It is clear that there can be no profits without adequate sales. More sales should lead to better profitability, a healthier and more successful organization. The essential role of the sales team and its effectiveness thus has a direct impact on the organization’s success. When the business underperforms, it is time to seek ways to achieve sales improvement.

The Importance of Sales Goals

While sales goals or targets are important to set expectations and measure performance, it is also important that those targets are healthy and reasonable. Unrealistic sales goals can be counterproductive, even leading to the falsifying problems that caused significant fines for Wells Fargo years ago. As author and motivational speaker Zig Ziglar said, “The fact is that you can’t hit a target that you can’t see. If you don’t know where you are going, you will probably end up someplace else. You have to have goals.”

Salespeople are naturally competitive, and they want to succeed, even win. So, providing sales goals provides healthy competition and motivation for solid sales performance.

Signs of an Underperforming Sales Team

It is time for some modifying actions when these signs indicate that sales improvement is called for:

  • Many individuals and the team in total are not consistently hitting their sales targets.
  • It is apparent that team members are spending too much time on social media or other distracting activities.
  • There are insufficient sales leads to prospect.
  • The record of follow-up actions on leads indicates that salespeople are giving up too easily.
  • There is evidence of poorly defined, incomplete, or inconsistent sales processes. Perhaps these processes are not well-aligned with business goals.

How to Improve Sales Performance

Sales improvement can be achieved by:

  1. Getting to the root causes of missing sales targets. This will involve some deep examination, asking repeated questions, and looking at all aspects of the sales processes.
  2. Asking if you have “the right people on the bus and in the right seats.” Sales is a matter of talent and skills and if you don’t have the right people with the right skillsets doing the work, sales improvement will be hard to achieve. Do your salespeople have the right people skills and are those skills well-developed?
  3. Defining an improved formal program for acquiring and qualifying all leads. That includes defining the ideal customer, developing lead sources, and capturing good leads. Good follow-up is key to effective sales results. That follow-up should be documented to optimize the sales follow-up processes.
  4. Developing improved formal sales training and coaching processes.
  5. Determining if the customer journey and the sales process are well-aligned.
  6. Seeing if the best possible sales approaches are being utilized.
  7. Identifying if the working environment is uncomfortable, hindering motivation, morale, and productivity. Also, look for poor staff relationships.
  8. Reviewing the sales content to see if any deficiencies are having an impact on selling effectiveness.
  9. Examining product performance. If there are unresolved defects and problems with a company’s products or services, the number of customer complaints and concerns can certainly undermine or block sales effectiveness.
  10. Rethinking your compensation strategy for sales improvement. There may be better ways to motivate and keep all sales reps more deeply engaged.
  11. Emphasizing cooperation over competition.

To Achieve Sales Success, Seek Outside Expertise

As a fractional VP of Sales, James Bellew works with small to medium-sized business owners to build or rebuild their sales organizations. That includes sales strategy, processes, building, establishing, and aligning sales teams and their sales tools.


■ Your assignment ■
Among the lines of the records below, copy those that hold the word "element".

*** Data to process Section Begins ***

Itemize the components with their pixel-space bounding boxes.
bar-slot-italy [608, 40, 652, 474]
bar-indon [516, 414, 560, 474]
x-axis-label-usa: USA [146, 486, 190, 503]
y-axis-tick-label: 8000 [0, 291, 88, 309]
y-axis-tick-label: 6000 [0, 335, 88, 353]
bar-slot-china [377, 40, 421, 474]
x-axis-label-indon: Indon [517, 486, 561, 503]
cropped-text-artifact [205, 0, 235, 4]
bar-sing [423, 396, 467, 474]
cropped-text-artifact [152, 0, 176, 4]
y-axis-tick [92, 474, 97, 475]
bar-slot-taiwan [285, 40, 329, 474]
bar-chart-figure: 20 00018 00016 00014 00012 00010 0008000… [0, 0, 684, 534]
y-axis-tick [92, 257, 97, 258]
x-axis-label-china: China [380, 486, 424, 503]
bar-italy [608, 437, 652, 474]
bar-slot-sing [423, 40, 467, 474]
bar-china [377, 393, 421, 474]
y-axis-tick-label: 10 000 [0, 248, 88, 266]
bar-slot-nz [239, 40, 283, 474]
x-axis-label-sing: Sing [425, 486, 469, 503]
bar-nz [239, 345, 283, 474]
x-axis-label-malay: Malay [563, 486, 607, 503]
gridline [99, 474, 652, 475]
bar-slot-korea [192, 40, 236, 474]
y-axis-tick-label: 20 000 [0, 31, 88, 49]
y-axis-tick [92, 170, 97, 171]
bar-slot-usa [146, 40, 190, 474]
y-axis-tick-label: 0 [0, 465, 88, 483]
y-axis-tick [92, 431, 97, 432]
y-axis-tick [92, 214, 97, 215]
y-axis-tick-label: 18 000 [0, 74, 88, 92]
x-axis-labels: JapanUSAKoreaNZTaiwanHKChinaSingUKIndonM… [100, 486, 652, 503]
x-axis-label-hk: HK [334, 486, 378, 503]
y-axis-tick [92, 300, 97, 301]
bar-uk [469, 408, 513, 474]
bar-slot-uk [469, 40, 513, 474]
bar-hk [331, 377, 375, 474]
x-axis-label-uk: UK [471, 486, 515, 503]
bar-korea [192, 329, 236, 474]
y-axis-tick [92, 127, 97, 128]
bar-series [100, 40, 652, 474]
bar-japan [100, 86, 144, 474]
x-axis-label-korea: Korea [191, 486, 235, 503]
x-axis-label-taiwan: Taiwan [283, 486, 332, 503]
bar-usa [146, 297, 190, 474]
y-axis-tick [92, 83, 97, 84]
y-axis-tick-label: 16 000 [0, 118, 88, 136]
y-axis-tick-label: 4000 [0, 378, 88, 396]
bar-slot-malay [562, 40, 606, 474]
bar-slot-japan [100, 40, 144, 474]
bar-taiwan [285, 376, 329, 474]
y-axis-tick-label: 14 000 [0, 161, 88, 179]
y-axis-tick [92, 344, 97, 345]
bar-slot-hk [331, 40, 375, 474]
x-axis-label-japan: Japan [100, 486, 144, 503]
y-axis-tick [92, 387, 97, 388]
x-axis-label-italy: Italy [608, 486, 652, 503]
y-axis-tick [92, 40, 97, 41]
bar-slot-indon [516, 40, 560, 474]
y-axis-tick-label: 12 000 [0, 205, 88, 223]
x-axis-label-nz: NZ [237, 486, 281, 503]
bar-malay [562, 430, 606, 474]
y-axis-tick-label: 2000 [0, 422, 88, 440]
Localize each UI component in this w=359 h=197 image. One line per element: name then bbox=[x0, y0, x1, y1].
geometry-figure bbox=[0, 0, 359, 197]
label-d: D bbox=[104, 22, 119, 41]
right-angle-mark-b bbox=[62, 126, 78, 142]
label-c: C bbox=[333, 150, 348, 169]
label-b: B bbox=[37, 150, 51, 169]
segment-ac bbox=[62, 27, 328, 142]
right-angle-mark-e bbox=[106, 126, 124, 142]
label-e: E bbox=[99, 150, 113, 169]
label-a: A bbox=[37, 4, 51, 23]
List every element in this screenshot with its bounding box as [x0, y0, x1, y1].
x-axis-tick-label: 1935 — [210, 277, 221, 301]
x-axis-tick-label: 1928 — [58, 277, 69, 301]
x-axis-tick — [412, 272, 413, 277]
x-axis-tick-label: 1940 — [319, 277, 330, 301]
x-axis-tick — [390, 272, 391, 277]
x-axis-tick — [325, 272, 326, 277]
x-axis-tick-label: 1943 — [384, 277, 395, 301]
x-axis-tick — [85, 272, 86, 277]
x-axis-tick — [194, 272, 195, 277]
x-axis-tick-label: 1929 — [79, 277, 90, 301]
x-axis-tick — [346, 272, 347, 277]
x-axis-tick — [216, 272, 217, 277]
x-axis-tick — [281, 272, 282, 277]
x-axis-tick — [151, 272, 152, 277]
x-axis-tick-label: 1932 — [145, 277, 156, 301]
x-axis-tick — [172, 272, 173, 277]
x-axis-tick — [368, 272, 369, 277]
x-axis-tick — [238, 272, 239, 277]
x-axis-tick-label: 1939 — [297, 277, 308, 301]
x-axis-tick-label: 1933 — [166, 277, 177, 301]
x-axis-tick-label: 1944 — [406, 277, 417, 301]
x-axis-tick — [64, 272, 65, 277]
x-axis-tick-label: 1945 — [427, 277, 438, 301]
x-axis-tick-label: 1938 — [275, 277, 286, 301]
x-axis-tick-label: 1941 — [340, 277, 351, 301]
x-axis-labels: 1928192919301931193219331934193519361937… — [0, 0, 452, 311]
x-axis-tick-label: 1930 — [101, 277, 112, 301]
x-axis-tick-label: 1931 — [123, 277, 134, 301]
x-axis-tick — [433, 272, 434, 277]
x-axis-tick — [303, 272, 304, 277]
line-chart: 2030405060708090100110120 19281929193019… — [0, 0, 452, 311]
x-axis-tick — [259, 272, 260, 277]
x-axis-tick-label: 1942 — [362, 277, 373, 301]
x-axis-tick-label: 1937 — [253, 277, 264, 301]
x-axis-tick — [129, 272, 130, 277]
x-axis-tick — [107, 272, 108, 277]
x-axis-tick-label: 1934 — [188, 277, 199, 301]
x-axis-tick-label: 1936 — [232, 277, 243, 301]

*** Data to process Section Ends ***

■ Answer section ■
Localize each UI component in this w=359 h=197 image. One line per element: name then bbox=[x0, y0, x1, y1].
List every element in this screenshot with its bounding box as [x0, y0, x1, y1].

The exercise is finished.